Pennsylvania is becoming the first state to restrict the ability of lawyers to give financial advice.

As of January 30, Keystone State lawyers who are state or federally licensed financial advisors or insurance agents will be barred from recommending or making an investments for clients if they or their family members have financial stakes in the transactions.

The key to the new rule implemented by the (Attorney) Disciplinary Board of the Pennsylvania Supreme Court is the prohibition. The Securities and Exchange Commission and state financial regulators generally permit such conflicts if they are disclosed.

“I've never seen a ban like this in the states,” said Cynthia Sharp, author of The Lawyer’s Guide to Financial Planning, published by The American Bar Association. Like the SEC and most states, the ABA’s Model Code of Professional Conduct allows attorneys to profit from financial advice if the conflict of interest is disclosed, she noted.

The new rule is the outgrowth of a long-standing state Supreme Court prohibition against lawyers accepting referral fees from non-lawyers, said Eric Strauss, chair of the Pennsylvania Bar Association’s Real Property Probate and Trust Law Section.

The existing guidelines were put in place to prevent questionable practices, such as a mortician getting a kickback from recommending an estate lawyer to a husband who just buried his wife or an auto insurance agent getting one from pointing a policyholder to a personal injury lawyer.

Strauss said he has long believed attorneys should not profit from giving financial advice to the people who trust them for their counsel on legal matters.

That’s why Strauss, based in Allentown, Pa., said he turned down a solicitation by a financial advisor to get a CFP license, join the firm and profit from the merger of the clients.
 
“I said no, how can I give independent objective advice if I stand to gain a sales commission?” said Strauss.

The bar on family members profiting from the advice by a lawyer with state or federal financial industry certification applies to a spouse, child, grandchild, parent or grandparent.

It could also prohibit an attorney from giving the advice if the state supreme court determined a live-in lover or live-in uncle was a close family tie.

Beyond the ban against profiting from a financial transaction, the board will prohibit lawyers from giving financial advice unless they have specific registrations with the state or the SEC.

The prohibition opens up Pennsylvania lawyers to potential sanctions from the board, ranging from a meeting with its chief counsel to disbarment.

Most states allow attorneys to give financial advice and make investments for their clients without being registered if these acts are ancillary to the other services they are providing and if they are not being paid extra, said Denny Crawford, a former president of the North American Securities Administrators Association.

Lawyers, like all financial advisors, justly expect to be paid by clients for their work, Crawford said, so many probably are billing clients for extra hours to do this due diligence.

This technically would be in violation of the rules, but the former Nasaa executive said state regulators focus their enforcement on complaints about fraud that are being aired the most voraciously.

And if clients of attorneys feel they are being illegally charged for financial advice, these squeaky wheels aren’t squeaking loudly, the former Texas Tech securities law professor said.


Task to carry out. From the listing below, pull each line that includes "labium".
===== Working data =====
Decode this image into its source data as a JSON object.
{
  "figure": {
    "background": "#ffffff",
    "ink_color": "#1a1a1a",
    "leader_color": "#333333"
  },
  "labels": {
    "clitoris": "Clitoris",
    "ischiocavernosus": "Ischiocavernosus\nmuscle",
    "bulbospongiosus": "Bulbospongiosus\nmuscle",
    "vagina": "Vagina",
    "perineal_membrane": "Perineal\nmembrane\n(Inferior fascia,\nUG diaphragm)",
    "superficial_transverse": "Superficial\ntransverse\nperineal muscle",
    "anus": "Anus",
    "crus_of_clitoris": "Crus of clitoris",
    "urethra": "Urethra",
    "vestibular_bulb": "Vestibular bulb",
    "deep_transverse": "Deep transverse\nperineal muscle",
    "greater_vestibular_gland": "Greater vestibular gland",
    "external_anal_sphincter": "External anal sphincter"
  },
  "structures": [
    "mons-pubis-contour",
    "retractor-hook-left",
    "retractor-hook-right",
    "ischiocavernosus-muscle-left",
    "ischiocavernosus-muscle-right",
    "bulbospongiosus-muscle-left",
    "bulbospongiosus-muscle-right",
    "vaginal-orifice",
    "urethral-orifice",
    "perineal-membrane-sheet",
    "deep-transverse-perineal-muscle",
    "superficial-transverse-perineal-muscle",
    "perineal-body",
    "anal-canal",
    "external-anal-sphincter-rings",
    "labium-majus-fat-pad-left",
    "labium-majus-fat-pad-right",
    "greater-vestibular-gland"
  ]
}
=====
===== Working data =====
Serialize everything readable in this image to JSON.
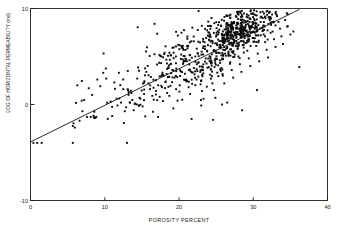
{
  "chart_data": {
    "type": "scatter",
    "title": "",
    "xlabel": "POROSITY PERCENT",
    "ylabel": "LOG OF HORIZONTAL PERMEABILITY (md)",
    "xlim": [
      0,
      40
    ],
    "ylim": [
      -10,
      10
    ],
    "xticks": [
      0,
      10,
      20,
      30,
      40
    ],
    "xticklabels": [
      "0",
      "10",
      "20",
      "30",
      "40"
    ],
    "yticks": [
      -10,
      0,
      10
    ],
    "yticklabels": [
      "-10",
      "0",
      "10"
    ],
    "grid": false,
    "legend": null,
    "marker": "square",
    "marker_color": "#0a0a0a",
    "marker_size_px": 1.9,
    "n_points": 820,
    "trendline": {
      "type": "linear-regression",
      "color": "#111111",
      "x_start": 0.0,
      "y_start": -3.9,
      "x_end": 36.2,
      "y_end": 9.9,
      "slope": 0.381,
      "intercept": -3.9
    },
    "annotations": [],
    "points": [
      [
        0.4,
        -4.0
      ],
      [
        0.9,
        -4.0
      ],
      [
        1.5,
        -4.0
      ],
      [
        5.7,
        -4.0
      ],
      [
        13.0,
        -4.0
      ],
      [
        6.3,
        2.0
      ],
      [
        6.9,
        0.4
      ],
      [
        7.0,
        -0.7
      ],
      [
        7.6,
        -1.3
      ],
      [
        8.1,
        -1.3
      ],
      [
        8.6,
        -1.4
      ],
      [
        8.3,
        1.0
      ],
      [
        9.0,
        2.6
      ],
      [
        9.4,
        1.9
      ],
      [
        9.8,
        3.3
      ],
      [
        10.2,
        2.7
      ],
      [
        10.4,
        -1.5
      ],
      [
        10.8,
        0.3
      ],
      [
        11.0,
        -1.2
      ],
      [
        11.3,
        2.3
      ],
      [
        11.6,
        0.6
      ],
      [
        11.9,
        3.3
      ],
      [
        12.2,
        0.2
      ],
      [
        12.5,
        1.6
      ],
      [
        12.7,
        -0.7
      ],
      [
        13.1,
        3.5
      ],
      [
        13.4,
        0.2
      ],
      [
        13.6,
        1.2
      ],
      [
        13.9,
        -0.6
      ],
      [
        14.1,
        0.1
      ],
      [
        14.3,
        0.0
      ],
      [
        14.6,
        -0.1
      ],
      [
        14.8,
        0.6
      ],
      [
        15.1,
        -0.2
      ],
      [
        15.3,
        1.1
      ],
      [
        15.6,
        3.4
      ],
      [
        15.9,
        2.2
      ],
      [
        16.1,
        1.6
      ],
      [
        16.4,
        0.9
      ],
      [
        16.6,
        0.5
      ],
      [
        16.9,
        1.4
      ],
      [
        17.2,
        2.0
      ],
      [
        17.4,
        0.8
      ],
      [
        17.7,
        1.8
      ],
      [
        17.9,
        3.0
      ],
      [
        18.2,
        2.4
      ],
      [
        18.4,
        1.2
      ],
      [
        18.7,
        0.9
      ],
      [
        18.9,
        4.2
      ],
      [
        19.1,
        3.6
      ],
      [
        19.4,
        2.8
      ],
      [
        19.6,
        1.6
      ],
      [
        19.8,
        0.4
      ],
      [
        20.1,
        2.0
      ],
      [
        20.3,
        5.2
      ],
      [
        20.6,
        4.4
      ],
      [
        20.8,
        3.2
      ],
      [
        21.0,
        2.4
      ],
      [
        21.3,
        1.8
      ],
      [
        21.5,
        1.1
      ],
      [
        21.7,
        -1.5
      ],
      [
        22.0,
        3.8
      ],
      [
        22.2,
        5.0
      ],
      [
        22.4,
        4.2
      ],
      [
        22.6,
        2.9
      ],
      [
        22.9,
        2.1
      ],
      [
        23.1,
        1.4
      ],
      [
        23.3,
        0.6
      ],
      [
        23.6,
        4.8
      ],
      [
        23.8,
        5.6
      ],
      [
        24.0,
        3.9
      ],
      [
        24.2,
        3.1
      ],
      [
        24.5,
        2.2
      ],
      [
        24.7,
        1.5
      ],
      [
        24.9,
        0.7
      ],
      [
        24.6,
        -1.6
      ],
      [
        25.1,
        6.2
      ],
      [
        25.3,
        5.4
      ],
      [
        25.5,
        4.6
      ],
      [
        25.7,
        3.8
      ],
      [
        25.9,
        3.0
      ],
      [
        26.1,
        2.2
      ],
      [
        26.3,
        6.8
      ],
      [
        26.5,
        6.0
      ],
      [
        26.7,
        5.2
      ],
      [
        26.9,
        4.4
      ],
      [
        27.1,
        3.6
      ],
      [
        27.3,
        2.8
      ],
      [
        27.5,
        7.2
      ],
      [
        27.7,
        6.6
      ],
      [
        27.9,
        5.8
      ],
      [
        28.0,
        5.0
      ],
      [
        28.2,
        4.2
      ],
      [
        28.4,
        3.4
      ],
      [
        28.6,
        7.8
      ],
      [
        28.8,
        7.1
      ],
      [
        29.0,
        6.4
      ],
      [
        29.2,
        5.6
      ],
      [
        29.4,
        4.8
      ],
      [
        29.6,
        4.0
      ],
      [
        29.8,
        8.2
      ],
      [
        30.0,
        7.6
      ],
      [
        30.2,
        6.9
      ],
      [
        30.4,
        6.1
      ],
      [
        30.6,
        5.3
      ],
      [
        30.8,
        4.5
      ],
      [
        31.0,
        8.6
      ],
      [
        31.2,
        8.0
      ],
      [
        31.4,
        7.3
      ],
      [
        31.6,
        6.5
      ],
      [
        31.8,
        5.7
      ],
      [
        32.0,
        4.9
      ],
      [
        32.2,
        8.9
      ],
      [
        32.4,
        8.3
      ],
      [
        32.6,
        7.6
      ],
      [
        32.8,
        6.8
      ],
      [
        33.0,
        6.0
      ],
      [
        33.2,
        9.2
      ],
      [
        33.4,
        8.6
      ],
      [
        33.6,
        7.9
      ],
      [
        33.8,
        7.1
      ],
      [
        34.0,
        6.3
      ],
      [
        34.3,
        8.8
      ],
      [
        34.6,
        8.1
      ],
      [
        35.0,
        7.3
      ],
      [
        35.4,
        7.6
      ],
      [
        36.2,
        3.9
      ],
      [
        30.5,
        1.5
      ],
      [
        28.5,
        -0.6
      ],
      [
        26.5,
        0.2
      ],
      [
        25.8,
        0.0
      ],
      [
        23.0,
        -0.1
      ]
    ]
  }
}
=====
Written answer.
    "labium-majus-fat-pad-left",
    "labium-majus-fat-pad-right",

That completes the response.